A while ago I was drinking homebrew with a friend and he said, "You know the difference between an amateur and a professional photographer? An amateur shows you all his pictures and a professional only shows you the ones which are good."
"What the hell do you mean by that?" I said.
What he meant was: I was presenting a selection of beers, some of which were good, and some which sucked. He would have rather only drank the good beer. I thought making him get rid of some of my shitty beer was the price of free drinking. So, there was a bit of an impasse.
Anybody who has spent much time around homebrewers has been faced with a crappy beer and a moon-faced brewer who claims they want your honest opinion. Probably, 90 percent of the time they don't and will get all offended if you say, "Are you trying to poison me?" or "This beer has more infections than the floor of a peepshow booth."
What you need to evaluate is whether or not the brewer really wants feedback or if they just want smoke blown up their ass.
The best way, I have found, it to let someone evaluate their own beer. Ask, "What were you trying to accomplish with this beer?" Most of the time someone has a pretty good idea what they wanted their beer to be: "A clone of Heineken," or "An oatmeal stout." Once they reveal what the beer should be they should come to a conclusion on how close they were to the mark.
Brewers, let's be honest with ourselves, not everything we produce is liquid gold. One of the hardest steps in identifying how you need to improve is learning to be critical of your own product. It's difficult because you are pouring your heart into crafting something beautiful and it just turns out shitty. It's like having an ugly kid.
The first step is just asking the questions, "Does this beer taste good? If I ordered it at a bar and paid $5 for a pint, would I be pissed off?" Sometimes the beer may not be totally what you were anticipating, but still pretty drinkable. That is the real determination of quality, when you finish your beer you should want to have another one, not switch to a different kind or lick a cat butt to get the taste out of your mouth.
Most of the time, the beer you are brewing has been brewed before. This gives you a place to start. If you are trying for an American brown ale, then pickup a brown or two and see how yours compares. They probably won't taste the same but they should be similar enough to say they are in the same class.
Don't sell yourself short. Anybody can produce prison hooch, but anybody can also make commercial quality beer with a big pot and a bucket, you just have to stay sanitized, don't be cheap and control temps. Don't make excuses like: "It's only homebrew," "Toe cheese is my house flavor," or "It'll get me drunk." Hold yourself to a standard.
I have made enough crappy beer to fill a hot tub. To be honest, some of my bad beers were probably better suited as an ass-wash than for drinking. However, I struggle with just dumping beer, so what do you do with the junk?
Age it. Some problems will clear themselves up. Hop bitterness, oak tannins and sharp roastyness will all mellow with age. Occasionally, six months or a year will make a bad beer into a pretty good beer. But like herpes, time will not clear up an infection of bacteria.
Man up and drink it. Stop being a baby and just choke it down. This is a way to pay for those mistakes. You can drink a couple of good beers and then switch to the bad stuff, put it in a beer bong, or mix it with Sprite. Whatever it takes to put it down.
Give it to goobers. When people find out you are a homebrewer the first thing they always says is, "I want some!" If someone is genuinely interested, and I like them, I will put together a mixed six of quality beers for their enjoyment. However, there is nothing more frustrating than when someone says about an award winning porter, "I didn't like it. It didn't taste anything like Bud Light." Give people like this your junk beer. A Bud Light drinker won't know the difference between a perfectly brewed stout and pond water.
Get feedback. If a beer didn't turn out and you are just not sure why, take it to a homebrew club meeting and ask people to taste it, but warn them it is off. Odds are, you are not the first person to screw something up and you might get advise to help out.
Other uses. Slugs are attracted to beer. So are wasps. You can use it to fertilize the garden or rejuvenate brown spots in the grass.
The bottom line is take pride in your beer and try to only show the world your best efforts. In order to do so, you will need to be critical of your failures but don't get discouraged when a couple of batches go wrong. Just identify how they went wrong and learn from the mistakes.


#### TASK PROMPT:
Output only the span of lines that begins at the line containing "The screen is 1024×649." and ends at the last line of the data, both included, exactly as they appear.

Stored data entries
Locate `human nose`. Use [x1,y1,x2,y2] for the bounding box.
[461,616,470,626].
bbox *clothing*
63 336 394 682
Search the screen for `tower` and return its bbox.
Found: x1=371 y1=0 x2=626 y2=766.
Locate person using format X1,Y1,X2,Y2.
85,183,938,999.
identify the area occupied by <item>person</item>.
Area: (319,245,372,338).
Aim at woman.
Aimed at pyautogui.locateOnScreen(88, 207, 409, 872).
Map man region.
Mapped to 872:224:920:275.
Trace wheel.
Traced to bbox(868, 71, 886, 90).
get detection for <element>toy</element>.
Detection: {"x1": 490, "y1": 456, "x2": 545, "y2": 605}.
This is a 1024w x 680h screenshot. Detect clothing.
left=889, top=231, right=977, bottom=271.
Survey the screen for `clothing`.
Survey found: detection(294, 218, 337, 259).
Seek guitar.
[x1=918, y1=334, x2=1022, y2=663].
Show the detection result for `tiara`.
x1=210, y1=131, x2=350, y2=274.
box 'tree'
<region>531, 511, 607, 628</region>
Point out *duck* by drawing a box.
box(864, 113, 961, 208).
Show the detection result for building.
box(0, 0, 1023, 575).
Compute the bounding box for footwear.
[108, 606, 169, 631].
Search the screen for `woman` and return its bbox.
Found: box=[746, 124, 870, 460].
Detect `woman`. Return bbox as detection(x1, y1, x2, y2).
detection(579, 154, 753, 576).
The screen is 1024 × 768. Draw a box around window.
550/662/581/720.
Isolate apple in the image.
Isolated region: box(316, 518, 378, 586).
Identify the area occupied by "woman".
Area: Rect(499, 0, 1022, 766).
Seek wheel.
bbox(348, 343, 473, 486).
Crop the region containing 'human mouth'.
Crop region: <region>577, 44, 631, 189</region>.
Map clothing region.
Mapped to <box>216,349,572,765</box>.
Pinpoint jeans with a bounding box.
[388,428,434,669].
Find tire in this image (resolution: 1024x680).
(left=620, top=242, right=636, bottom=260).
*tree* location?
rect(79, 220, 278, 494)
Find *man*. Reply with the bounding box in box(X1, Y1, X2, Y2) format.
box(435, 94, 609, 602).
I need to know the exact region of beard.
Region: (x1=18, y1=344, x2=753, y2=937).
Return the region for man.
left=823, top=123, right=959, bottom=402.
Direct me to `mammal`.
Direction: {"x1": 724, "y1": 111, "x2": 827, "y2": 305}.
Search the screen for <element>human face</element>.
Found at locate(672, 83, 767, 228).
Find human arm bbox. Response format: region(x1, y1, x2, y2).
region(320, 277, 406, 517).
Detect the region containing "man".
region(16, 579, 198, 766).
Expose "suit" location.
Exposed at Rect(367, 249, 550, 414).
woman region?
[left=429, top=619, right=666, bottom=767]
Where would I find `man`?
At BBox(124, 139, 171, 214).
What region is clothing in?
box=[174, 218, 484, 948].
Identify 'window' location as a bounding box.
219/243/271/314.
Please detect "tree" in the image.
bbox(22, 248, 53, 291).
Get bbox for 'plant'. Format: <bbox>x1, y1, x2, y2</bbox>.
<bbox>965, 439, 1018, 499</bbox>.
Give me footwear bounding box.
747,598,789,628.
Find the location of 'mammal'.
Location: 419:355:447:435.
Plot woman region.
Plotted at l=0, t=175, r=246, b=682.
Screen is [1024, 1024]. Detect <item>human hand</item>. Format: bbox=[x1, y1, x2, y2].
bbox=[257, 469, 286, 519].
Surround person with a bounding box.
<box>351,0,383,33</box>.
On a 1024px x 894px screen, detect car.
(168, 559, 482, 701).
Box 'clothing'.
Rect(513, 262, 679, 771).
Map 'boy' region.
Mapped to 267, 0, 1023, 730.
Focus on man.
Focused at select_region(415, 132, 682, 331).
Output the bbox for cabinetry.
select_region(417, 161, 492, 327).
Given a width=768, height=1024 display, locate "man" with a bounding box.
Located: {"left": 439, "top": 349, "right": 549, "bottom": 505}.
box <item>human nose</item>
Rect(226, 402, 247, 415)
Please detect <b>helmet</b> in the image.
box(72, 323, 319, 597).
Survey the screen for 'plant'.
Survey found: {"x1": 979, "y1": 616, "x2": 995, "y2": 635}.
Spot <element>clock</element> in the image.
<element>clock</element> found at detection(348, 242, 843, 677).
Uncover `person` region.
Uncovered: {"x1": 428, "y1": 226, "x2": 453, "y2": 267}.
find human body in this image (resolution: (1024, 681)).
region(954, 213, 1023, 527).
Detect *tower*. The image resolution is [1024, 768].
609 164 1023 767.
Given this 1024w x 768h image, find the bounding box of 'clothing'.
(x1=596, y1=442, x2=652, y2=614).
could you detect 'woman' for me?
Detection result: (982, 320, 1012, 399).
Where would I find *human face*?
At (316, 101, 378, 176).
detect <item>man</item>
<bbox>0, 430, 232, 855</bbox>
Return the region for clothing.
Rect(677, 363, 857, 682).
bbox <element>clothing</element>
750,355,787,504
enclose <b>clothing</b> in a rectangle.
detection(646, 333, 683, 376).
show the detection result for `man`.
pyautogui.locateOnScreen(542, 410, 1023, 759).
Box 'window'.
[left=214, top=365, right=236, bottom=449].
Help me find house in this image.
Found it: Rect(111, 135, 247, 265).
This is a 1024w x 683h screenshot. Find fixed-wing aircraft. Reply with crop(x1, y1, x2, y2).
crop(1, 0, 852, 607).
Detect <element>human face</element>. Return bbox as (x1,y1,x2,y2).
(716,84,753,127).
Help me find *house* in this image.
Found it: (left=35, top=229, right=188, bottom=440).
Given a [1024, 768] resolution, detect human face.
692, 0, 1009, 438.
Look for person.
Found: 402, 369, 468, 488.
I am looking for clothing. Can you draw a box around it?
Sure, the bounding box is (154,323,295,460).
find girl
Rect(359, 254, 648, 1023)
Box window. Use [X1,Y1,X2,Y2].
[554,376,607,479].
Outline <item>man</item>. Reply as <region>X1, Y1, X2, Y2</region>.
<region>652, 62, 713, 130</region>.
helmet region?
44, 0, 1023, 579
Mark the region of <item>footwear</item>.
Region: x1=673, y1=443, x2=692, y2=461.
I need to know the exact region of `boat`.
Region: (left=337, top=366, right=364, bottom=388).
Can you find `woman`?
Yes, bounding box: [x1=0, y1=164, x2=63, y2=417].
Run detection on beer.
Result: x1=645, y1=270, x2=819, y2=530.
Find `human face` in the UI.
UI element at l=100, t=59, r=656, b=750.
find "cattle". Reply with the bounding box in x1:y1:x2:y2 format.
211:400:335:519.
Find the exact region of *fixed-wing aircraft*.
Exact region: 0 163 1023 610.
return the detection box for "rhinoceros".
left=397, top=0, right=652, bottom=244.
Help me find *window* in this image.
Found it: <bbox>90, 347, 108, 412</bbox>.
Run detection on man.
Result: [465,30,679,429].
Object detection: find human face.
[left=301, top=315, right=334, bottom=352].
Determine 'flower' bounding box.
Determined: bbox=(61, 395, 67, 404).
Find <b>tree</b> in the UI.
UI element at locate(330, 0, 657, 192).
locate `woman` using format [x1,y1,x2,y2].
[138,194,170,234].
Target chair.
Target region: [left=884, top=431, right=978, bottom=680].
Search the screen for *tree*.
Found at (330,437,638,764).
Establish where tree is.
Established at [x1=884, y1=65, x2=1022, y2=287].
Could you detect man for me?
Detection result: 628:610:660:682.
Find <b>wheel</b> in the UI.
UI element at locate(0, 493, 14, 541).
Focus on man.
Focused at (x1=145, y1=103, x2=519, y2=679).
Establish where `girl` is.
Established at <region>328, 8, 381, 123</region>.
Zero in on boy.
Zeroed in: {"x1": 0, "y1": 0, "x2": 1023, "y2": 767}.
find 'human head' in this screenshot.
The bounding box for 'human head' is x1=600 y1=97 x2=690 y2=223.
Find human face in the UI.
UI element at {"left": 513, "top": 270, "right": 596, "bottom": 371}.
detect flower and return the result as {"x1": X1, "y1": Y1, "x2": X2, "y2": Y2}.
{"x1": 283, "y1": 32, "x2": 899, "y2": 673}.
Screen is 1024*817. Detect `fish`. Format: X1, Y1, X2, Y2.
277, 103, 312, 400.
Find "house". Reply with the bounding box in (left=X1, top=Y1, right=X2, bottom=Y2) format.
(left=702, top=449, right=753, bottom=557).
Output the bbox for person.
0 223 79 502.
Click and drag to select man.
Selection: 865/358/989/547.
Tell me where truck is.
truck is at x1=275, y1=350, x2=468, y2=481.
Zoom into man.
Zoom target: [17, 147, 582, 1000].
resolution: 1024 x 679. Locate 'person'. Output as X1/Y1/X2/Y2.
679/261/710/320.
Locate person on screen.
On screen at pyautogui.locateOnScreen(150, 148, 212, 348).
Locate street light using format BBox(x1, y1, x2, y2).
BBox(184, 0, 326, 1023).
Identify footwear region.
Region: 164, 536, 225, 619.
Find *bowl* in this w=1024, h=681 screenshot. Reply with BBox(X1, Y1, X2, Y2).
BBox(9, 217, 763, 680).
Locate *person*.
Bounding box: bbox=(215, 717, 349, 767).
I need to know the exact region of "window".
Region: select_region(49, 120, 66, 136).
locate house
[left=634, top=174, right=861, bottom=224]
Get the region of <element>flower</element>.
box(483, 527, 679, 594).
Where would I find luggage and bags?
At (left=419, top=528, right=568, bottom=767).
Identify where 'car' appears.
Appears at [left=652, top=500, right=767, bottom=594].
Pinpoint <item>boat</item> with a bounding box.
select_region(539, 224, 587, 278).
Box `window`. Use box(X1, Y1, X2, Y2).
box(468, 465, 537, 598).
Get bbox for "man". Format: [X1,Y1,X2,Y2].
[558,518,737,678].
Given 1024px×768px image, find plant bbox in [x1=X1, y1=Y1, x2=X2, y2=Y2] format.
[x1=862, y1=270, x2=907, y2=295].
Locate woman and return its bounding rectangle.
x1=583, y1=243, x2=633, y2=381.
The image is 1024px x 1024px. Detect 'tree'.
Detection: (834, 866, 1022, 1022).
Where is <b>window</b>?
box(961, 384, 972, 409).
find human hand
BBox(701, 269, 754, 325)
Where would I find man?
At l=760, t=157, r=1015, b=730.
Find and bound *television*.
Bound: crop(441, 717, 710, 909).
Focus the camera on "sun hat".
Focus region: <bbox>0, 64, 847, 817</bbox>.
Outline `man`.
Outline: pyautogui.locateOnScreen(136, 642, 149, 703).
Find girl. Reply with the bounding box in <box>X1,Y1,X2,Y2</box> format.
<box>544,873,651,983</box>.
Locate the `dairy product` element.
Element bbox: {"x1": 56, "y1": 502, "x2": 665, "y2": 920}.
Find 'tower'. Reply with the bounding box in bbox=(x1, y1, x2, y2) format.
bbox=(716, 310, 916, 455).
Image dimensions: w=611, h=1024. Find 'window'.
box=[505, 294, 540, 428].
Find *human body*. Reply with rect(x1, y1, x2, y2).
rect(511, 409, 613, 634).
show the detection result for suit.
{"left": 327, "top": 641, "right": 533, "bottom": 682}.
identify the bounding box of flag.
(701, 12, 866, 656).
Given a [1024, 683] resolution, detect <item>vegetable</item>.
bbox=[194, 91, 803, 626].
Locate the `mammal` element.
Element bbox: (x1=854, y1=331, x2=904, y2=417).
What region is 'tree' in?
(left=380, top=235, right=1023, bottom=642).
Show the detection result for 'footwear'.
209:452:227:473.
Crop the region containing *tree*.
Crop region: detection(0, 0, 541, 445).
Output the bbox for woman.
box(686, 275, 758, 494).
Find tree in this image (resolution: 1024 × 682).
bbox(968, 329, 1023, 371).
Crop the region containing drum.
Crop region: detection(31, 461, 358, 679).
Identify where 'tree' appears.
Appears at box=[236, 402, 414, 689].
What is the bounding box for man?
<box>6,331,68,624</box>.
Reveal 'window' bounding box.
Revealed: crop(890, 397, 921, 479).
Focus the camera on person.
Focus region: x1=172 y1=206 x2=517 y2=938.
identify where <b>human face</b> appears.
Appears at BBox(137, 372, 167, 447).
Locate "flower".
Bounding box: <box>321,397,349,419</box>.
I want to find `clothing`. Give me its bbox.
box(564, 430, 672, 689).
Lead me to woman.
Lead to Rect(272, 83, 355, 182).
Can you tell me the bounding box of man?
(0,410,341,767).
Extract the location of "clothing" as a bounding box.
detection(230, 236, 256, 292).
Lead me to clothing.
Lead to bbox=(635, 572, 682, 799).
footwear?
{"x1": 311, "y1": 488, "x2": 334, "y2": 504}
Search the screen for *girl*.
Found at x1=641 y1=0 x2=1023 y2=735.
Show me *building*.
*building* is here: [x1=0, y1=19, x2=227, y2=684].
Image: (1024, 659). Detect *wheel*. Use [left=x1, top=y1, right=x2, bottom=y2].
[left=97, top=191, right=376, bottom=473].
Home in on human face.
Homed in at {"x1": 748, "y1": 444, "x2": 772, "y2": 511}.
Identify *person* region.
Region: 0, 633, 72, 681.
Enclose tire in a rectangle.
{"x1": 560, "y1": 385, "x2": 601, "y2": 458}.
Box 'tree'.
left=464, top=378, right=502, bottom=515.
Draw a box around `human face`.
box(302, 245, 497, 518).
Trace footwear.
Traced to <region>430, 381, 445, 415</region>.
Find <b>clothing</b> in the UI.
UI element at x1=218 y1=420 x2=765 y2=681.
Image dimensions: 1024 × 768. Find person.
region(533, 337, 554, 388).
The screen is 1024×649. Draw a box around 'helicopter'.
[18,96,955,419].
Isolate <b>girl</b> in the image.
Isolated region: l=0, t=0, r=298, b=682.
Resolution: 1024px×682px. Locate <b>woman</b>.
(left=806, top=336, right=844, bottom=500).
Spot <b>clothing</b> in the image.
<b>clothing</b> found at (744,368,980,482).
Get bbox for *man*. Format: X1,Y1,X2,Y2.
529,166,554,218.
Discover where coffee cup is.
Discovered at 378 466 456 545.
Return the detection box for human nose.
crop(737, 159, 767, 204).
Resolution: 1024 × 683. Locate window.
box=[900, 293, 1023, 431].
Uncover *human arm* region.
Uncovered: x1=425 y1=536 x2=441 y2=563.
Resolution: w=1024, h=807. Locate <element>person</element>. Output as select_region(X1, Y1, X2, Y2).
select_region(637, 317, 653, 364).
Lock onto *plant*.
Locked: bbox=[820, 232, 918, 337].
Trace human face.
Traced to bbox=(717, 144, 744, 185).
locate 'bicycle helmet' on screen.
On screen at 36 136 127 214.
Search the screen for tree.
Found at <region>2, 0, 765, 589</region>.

#### RESULT OF THE EXERCISE:
The screen is 1024×649. Draw a box around 'helicopter'.
[18,96,955,419].
Isolate <b>girl</b> in the image.
Isolated region: l=0, t=0, r=298, b=682.
Resolution: 1024px×682px. Locate <b>woman</b>.
(left=806, top=336, right=844, bottom=500).
Spot <b>clothing</b> in the image.
<b>clothing</b> found at (744,368,980,482).
Get bbox for *man*. Format: X1,Y1,X2,Y2.
529,166,554,218.
Discover where coffee cup is.
Discovered at 378 466 456 545.
Return the detection box for human nose.
crop(737, 159, 767, 204).
Resolution: 1024 × 683. Locate window.
box=[900, 293, 1023, 431].
Uncover *human arm* region.
Uncovered: x1=425 y1=536 x2=441 y2=563.
Resolution: w=1024, h=807. Locate <element>person</element>. Output as select_region(X1, Y1, X2, Y2).
select_region(637, 317, 653, 364).
Lock onto *plant*.
Locked: bbox=[820, 232, 918, 337].
Trace human face.
Traced to bbox=(717, 144, 744, 185).
locate 'bicycle helmet' on screen.
On screen at 36 136 127 214.
Search the screen for tree.
Found at <region>2, 0, 765, 589</region>.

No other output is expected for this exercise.